*WORK TO BE COMPLETED*
Omit every picture, then give all the entries again exactly.

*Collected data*
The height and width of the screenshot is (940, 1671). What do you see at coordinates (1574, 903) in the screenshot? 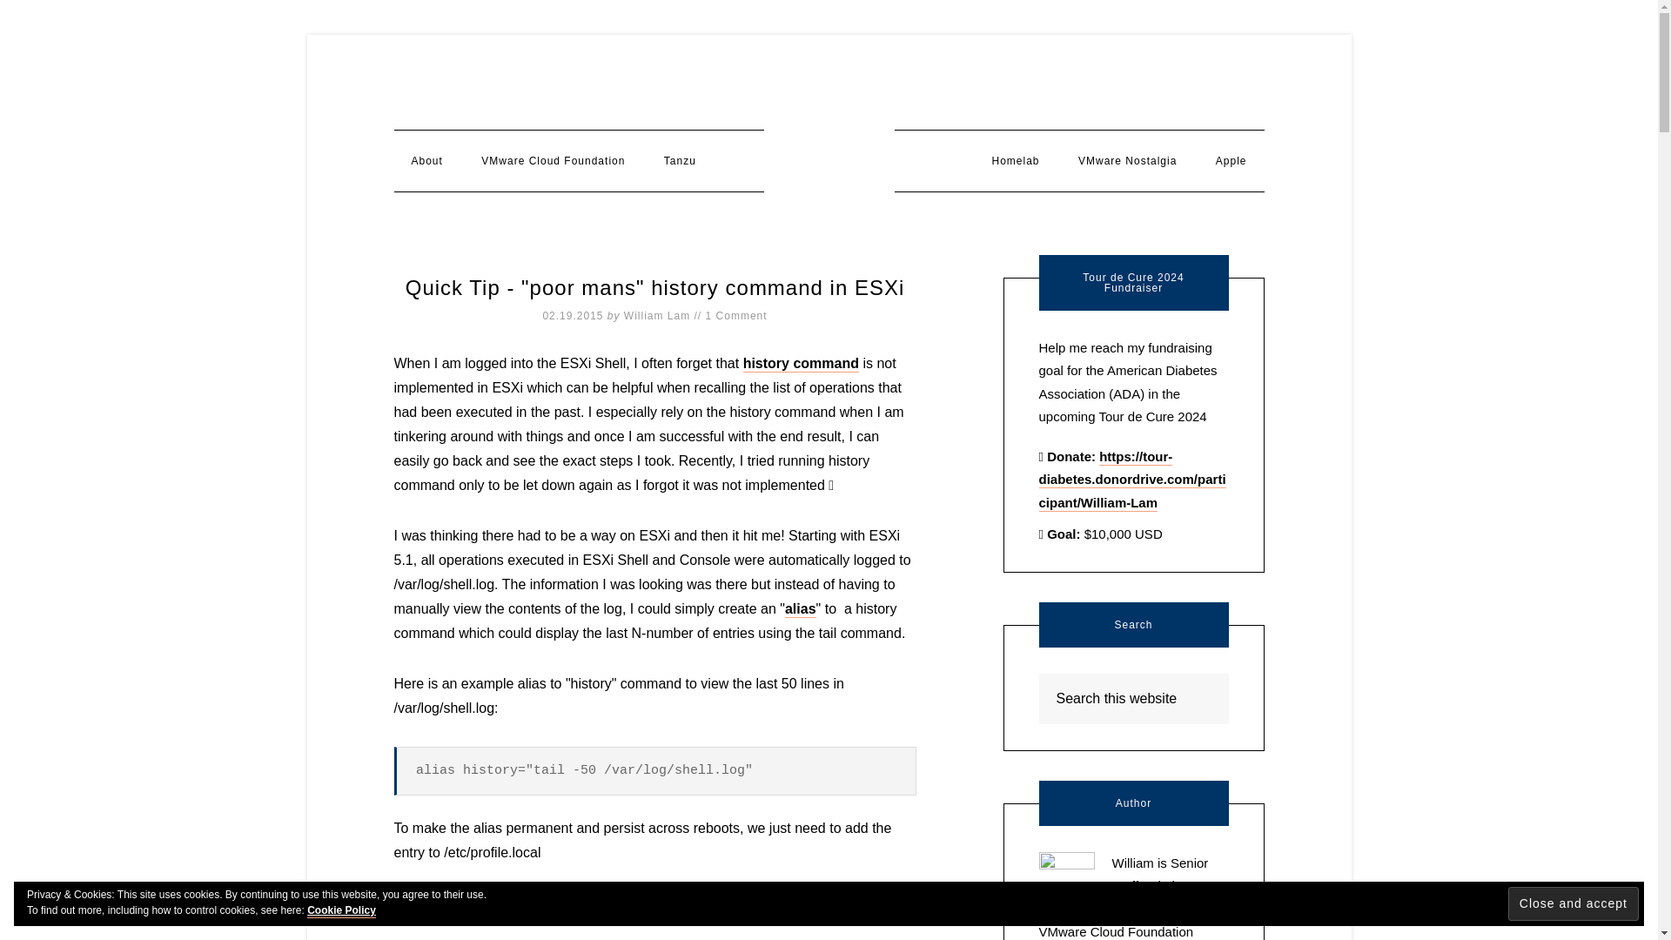
I see `Close and accept` at bounding box center [1574, 903].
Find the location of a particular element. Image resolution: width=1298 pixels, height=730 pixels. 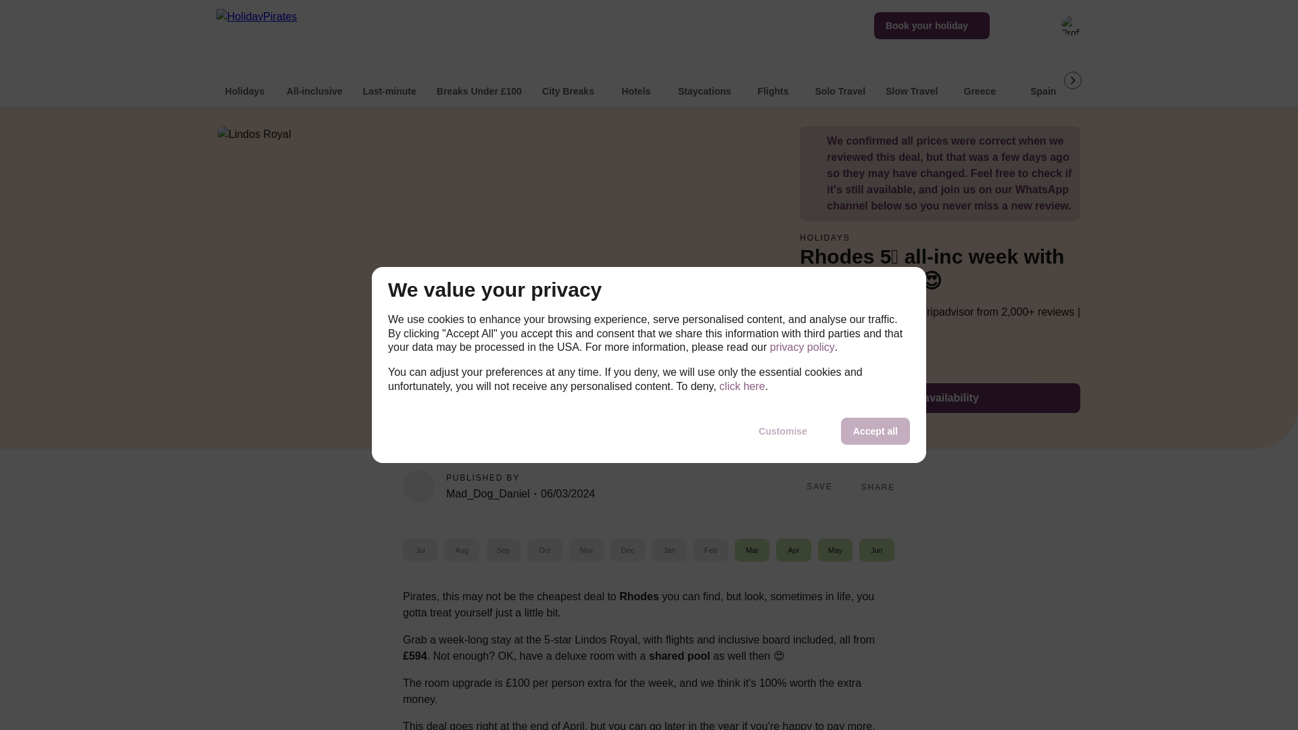

Flights is located at coordinates (773, 82).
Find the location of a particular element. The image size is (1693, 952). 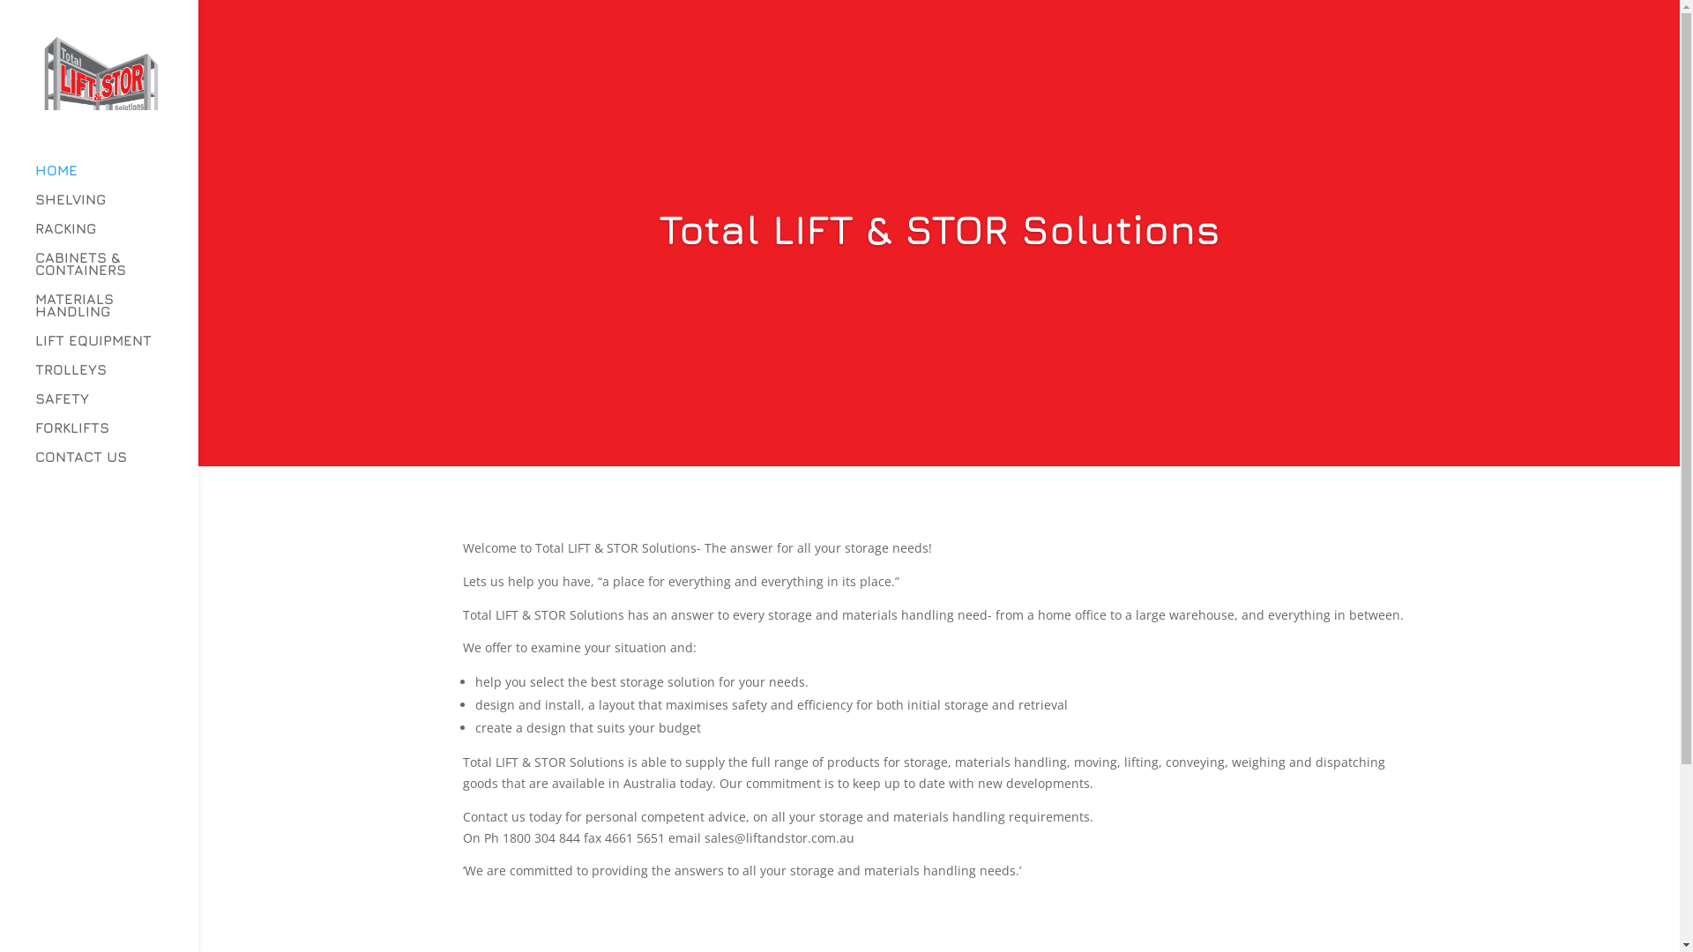

LIFT EQUIPMENT is located at coordinates (116, 349).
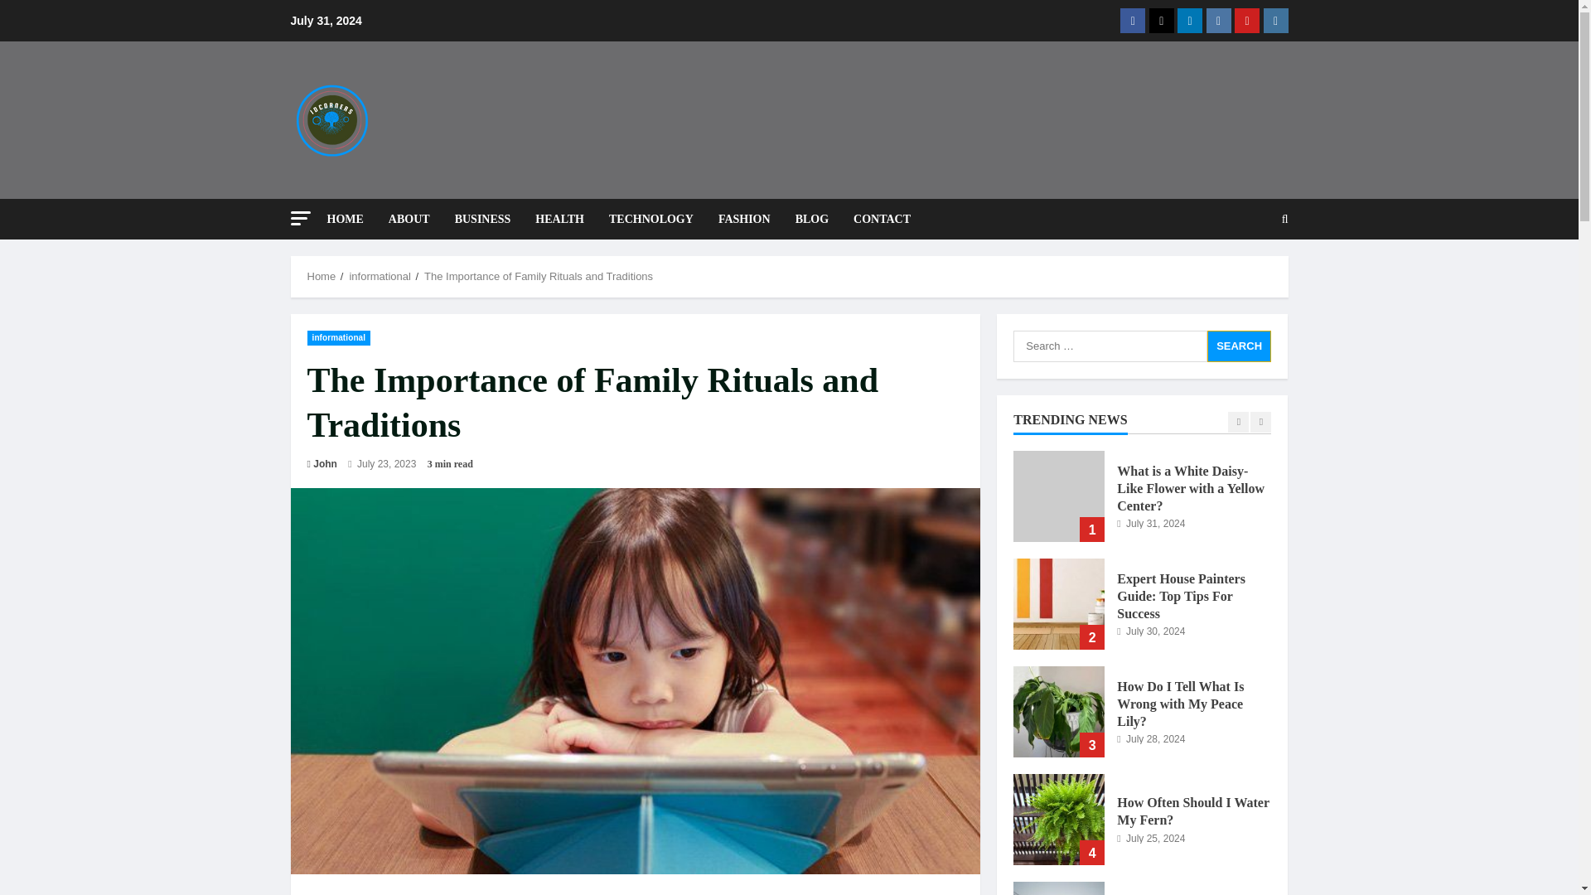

*WRITTEN RESPONSE*
The height and width of the screenshot is (940, 1671). What do you see at coordinates (1574, 903) in the screenshot? 
I see `Close and accept` at bounding box center [1574, 903].
Find the location of a particular element. Image resolution: width=1298 pixels, height=730 pixels. 

Flights is located at coordinates (773, 82).
Find the location of a particular element. The image size is (1693, 952). 

LIFT EQUIPMENT is located at coordinates (116, 349).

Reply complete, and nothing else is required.